New Davis Exhibit Showcases Works by Wellesley’s Faculty Artists
The hulking figure of Survival Robot, a 12-foot-tall sculpture by David Teng Olsen, associate professor of art at Wellesley, towers over visitors to Q20, a new exhibition in the Davis Museum that features the work of 10 faculty members. Inspired in part by the Terracotta Army of the first emperor of China, the sculpture took two years to complete.
The faculty exhibition, organized by Lisa Fischman, Ruth Gordon Shapiro ’37 Director of the Davis Museum, is staged every five years; this year, the artists worked with a wide variety of media including photography, painting, collage, video, and sound.
“There is a little bit of an experimental edge,” said Fischman. “Something about the experience of working together and working with students on a campus really encourages faculty artists to think more broadly about their practice.”

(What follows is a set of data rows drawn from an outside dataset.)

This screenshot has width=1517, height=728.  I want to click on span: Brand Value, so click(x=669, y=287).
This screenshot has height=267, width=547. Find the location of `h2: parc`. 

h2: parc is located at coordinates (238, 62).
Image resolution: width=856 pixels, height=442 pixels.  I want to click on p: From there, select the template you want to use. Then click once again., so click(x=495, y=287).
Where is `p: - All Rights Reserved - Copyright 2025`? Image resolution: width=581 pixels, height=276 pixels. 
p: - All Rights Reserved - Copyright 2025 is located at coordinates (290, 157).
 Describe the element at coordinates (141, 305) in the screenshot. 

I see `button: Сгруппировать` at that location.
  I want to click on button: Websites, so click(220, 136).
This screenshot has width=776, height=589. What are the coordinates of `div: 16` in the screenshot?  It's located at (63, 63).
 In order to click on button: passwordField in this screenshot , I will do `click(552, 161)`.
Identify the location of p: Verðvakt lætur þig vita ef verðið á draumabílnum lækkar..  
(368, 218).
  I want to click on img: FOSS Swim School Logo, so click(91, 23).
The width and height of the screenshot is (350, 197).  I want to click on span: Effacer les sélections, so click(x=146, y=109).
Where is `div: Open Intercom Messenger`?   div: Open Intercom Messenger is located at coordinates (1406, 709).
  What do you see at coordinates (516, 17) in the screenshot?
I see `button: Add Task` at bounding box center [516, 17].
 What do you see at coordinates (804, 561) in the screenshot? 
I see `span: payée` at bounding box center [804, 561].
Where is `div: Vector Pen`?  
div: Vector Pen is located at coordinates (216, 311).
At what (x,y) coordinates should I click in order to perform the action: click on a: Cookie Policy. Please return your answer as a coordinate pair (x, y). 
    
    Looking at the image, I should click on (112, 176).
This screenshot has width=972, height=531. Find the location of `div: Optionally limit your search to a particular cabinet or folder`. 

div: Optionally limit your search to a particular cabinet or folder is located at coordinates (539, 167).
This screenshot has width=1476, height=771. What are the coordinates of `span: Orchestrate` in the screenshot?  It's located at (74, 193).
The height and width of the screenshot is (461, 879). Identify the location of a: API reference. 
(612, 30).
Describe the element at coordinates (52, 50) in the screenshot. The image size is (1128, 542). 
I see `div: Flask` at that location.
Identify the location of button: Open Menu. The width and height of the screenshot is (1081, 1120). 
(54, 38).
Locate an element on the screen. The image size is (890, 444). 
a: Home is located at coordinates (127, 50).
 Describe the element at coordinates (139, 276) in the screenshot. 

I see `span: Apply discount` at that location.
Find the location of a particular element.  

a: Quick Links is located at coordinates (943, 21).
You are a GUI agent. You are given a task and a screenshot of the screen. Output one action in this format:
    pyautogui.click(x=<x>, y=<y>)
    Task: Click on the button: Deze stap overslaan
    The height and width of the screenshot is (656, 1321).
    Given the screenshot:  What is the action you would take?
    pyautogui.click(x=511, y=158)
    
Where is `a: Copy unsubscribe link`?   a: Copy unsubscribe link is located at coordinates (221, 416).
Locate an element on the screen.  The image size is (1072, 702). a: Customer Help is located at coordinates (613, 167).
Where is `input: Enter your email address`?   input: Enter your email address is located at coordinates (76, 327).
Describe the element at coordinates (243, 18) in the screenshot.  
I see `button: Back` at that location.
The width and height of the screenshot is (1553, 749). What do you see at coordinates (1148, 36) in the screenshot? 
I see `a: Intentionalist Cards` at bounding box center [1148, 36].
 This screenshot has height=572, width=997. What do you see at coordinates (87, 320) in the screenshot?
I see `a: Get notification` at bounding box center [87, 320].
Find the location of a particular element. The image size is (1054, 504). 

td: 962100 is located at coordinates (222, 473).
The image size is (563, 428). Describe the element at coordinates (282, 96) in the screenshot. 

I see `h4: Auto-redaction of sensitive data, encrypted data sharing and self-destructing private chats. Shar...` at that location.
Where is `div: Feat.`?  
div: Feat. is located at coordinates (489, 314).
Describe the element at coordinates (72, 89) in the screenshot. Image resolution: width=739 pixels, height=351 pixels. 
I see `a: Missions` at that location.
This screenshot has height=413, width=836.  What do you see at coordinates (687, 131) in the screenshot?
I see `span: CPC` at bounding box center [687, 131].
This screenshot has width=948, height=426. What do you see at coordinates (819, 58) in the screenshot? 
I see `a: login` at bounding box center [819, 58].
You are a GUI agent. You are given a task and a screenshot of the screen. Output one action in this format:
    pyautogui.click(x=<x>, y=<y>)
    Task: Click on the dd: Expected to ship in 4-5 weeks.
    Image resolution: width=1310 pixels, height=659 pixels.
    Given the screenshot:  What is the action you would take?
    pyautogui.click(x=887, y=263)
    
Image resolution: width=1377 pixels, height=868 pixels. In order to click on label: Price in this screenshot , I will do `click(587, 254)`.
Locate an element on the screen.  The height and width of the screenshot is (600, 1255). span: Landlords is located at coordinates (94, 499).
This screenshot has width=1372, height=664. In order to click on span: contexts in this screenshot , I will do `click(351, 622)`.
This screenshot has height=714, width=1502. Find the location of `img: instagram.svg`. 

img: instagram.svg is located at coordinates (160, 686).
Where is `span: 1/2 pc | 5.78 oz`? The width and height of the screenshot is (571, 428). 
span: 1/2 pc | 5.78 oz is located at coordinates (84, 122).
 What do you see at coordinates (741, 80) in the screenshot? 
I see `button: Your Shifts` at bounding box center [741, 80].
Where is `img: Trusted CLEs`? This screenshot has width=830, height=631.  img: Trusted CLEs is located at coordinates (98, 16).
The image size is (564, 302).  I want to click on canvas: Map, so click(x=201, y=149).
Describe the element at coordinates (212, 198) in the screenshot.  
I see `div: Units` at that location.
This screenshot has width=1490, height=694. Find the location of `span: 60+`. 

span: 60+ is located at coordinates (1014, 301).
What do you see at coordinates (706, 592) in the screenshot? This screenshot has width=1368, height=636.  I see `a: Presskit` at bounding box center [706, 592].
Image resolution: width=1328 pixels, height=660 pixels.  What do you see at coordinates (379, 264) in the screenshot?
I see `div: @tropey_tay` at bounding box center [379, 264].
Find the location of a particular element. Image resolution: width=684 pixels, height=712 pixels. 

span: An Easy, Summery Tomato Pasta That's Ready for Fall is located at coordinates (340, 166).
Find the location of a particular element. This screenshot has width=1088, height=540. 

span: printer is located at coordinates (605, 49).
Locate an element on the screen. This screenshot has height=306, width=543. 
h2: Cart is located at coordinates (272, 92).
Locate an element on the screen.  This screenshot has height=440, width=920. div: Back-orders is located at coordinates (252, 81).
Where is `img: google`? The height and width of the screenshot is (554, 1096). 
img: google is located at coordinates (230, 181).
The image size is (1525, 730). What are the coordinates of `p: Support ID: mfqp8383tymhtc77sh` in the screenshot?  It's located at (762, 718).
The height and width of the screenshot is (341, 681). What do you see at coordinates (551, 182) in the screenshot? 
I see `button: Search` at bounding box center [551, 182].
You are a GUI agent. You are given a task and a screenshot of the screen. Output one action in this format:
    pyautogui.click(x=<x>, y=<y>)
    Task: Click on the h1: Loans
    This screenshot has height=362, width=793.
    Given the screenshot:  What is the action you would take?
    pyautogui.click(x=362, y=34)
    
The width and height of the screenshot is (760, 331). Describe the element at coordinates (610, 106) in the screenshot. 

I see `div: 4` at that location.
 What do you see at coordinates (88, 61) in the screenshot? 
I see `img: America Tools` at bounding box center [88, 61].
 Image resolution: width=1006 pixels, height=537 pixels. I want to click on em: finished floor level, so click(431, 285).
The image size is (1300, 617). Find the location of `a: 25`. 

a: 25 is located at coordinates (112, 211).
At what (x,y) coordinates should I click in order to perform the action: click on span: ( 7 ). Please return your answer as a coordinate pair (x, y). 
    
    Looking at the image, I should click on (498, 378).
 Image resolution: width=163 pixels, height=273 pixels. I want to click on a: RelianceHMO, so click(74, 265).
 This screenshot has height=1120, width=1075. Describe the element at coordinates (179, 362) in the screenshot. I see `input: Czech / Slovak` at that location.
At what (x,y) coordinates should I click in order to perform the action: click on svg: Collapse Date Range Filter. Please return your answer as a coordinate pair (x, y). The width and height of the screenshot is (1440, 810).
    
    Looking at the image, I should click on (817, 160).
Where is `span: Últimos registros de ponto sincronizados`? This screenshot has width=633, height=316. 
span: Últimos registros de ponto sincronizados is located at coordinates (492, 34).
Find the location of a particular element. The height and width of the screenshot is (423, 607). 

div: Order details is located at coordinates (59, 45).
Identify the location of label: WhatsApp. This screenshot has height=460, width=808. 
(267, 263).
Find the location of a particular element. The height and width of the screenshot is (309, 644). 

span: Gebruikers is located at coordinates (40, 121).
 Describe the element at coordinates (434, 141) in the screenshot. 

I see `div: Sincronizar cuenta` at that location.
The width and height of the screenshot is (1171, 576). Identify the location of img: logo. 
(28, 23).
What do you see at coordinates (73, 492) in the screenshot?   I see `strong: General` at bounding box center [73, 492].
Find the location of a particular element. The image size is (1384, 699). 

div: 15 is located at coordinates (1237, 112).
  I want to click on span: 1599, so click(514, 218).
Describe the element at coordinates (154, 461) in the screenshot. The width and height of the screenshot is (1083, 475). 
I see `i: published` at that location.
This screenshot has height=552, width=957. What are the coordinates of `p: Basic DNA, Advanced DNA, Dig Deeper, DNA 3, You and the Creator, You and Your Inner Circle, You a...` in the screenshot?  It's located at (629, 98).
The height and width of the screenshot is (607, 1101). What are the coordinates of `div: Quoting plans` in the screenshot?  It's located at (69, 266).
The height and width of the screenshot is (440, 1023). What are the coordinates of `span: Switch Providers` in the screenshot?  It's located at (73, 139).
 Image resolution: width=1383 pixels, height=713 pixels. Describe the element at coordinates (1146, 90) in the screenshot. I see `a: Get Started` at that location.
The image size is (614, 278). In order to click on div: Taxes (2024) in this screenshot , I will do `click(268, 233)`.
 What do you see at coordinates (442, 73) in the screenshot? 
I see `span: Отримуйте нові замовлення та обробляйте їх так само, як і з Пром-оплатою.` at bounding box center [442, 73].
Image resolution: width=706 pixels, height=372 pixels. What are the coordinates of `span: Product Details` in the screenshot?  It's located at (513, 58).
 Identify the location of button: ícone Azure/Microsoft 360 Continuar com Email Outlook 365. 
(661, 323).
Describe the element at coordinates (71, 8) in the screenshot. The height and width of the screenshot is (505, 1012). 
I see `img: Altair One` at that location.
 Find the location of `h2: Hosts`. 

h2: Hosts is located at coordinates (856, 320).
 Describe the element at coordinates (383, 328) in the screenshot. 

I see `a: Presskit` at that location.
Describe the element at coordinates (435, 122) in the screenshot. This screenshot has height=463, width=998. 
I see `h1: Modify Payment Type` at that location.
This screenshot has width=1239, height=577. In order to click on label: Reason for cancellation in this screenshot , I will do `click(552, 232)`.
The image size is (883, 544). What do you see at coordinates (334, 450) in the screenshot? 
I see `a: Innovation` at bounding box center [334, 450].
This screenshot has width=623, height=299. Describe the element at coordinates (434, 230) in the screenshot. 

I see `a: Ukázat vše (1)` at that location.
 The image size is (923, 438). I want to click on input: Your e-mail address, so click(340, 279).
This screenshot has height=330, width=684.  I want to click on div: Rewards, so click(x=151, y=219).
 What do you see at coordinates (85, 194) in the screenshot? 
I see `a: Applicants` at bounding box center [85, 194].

Olsen’s sculpture is made of recycled materials such as wood, hand-blown glass, and plastic. Inside it are six cryptocurrency mining machines. Just as Emperor Qin Shi Huang hoped his terracotta soldiers would protect him in the afterlife, “I am doing everything I can to prepare for the unknown future, after I am long gone,” said Olsen. “It is my goal to create art as a metaphor for the survival of individuals, culture, and family.”
In her installation DIVE (Lucy’s Last Dance), Jenny Olivia Johnson, associate professor of music, has recreated a typical 1990s “dive bar” she remembers from her college days in New York. It features stools and rickety tables, framed posters, flashing lights, and a dart board. A screen hanging from the ceiling in a corner shows a video of a dancer performing on a stage. The After Time, an opera Johnson composed over a 19-year period, plays on the jukebox. Central to this exhibit is the character Lucy, to whom the opera is dedicated.
Lucy is a young dancer at a women’s college who dies mysteriously, Johnson said. Two women who knew her come together after her death to search for answers.
“I developed this exhibit from my experiences in New York City,” said Johnson. “Lucy was modeled on my friend who was an incredibly talented artist who harbored a number of secret emotional struggles. The last place Lucy was seen by friends was a dive bar like this.”
Q20, which also includes work by faculty members Claudia Joskowicz, Phyllis McGibbon, Kelsey Miller, Elizabeth Mooney, Andrew Mowbray, Daniela Rivera, Katherine Ruffin, and William Van Beckum, will be on view through June 7.
Photo: David Teng Olsen’s Survival Robot, a 12-foot-tall sculpture inspired in part by the Terracotta Army of the first emperor of China, took two years to complete.
Photo (inset): Jenny Olivia Johnson’s DIVE (Lucy’s Last Dance) is modeled after a typical 1990s “dive bar” in New York City.